Food chains show how energy and biomass are transferred between organisms in an ecosystem.

Food chains

A food chain shows the feeding relationships in a community, always starting with a producer:

producer → primary consumer → secondary consumer → tertiary consumer

  • Producers are usually green plants or algae that make their own food (biomass) by photosynthesis.

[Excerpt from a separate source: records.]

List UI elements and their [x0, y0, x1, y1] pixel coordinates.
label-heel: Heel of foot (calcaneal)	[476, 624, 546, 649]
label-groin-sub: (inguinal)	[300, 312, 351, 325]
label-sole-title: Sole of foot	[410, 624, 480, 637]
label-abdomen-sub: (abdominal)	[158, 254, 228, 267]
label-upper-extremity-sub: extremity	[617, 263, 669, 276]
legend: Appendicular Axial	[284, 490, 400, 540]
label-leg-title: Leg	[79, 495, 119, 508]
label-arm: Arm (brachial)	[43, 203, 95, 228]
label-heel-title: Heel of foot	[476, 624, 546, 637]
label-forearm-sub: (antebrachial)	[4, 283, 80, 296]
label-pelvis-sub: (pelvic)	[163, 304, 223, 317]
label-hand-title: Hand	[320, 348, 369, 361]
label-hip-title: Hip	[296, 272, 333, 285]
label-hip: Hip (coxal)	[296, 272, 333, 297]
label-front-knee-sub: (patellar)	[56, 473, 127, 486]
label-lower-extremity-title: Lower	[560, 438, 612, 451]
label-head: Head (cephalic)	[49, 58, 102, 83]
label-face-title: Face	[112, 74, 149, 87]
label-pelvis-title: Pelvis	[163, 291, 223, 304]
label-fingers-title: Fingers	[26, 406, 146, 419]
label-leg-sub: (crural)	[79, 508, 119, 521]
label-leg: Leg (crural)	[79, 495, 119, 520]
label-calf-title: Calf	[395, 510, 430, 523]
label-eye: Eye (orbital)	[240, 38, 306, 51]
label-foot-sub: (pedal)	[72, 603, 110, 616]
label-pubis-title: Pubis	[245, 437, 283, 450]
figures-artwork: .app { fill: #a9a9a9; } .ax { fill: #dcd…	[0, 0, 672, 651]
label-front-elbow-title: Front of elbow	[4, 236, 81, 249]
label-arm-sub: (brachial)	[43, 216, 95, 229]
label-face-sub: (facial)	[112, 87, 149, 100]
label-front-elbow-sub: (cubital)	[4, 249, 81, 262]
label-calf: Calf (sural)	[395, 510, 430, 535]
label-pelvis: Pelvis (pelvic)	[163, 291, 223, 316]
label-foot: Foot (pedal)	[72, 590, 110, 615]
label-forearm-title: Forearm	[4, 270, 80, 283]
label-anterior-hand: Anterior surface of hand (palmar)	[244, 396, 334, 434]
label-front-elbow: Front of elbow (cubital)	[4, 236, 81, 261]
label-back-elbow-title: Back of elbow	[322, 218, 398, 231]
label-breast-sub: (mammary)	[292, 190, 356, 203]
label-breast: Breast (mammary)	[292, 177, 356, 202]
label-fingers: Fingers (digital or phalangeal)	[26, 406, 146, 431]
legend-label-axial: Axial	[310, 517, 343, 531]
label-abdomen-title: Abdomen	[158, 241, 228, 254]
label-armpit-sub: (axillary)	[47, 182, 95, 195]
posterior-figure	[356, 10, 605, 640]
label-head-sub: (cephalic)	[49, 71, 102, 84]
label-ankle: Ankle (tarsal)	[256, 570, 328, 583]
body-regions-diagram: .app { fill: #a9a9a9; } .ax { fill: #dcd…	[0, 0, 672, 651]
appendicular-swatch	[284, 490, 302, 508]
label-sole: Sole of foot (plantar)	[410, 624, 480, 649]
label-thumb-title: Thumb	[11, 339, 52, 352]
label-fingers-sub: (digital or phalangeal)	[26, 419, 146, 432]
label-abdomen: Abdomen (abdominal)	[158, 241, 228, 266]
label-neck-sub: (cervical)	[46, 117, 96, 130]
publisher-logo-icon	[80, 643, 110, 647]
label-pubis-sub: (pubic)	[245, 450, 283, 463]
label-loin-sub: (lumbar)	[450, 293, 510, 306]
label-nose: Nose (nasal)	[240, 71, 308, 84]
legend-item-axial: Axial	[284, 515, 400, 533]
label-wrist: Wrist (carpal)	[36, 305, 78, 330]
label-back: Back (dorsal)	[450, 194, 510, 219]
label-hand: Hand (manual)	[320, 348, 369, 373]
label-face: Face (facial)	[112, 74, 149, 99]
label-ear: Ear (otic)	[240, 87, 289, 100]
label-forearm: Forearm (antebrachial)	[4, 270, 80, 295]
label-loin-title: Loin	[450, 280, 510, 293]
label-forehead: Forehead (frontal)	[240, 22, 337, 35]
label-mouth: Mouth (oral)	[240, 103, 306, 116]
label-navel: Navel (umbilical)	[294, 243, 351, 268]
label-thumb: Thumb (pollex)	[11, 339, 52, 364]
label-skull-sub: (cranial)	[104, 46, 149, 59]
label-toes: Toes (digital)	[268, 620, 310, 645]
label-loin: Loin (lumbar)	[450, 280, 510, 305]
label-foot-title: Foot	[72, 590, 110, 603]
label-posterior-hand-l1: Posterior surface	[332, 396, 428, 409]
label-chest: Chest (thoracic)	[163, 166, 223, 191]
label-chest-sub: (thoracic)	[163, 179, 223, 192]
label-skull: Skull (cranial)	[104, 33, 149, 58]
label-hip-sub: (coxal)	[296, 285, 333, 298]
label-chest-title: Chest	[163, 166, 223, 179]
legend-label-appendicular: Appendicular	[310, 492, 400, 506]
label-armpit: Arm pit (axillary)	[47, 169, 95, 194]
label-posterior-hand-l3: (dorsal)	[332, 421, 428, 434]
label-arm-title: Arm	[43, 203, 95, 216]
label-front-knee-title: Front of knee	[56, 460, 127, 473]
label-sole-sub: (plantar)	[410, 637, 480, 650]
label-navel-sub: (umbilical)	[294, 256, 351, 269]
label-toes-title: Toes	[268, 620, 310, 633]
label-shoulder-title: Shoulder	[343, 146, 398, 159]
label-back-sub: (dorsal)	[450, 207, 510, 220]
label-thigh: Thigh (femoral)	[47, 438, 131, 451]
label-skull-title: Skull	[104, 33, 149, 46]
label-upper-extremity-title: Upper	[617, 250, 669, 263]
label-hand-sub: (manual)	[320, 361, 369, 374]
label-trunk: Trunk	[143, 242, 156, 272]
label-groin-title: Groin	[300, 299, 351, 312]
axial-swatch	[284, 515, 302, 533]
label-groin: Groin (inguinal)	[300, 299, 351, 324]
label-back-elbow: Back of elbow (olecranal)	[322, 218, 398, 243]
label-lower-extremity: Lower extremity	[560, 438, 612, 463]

They are the source of all biomass in the food chain.
  • Primary consumers (herbivores) eat producers; secondary and tertiary consumers are carnivores.
  • A predator is an animal that hunts and eats other animals (prey).

Food webs

A food web shows how many food chains in an ecosystem are linked, giving a more realistic picture of feeding relationships and interdependence.

Predator–prey cycles

In a stable community, the populations of predators and prey rise and fall in cycles:

  • more prey → predators have more food → predator numbers rise,
  • more predators → more prey eaten → prey numbers fall,
  • fewer prey → predators have less food → predator numbers fall, and so on.

The predator peaks usually lag behind the prey peaks.

Exam tips

  • Food chains start with a producer (makes biomass by photosynthesis).
  • Use the correct terms: producer, primary/secondary/tertiary consumer, predator, prey.
  • Explain predator–prey cycles in terms of food availability.
  • Predator population changes lag behind prey changes.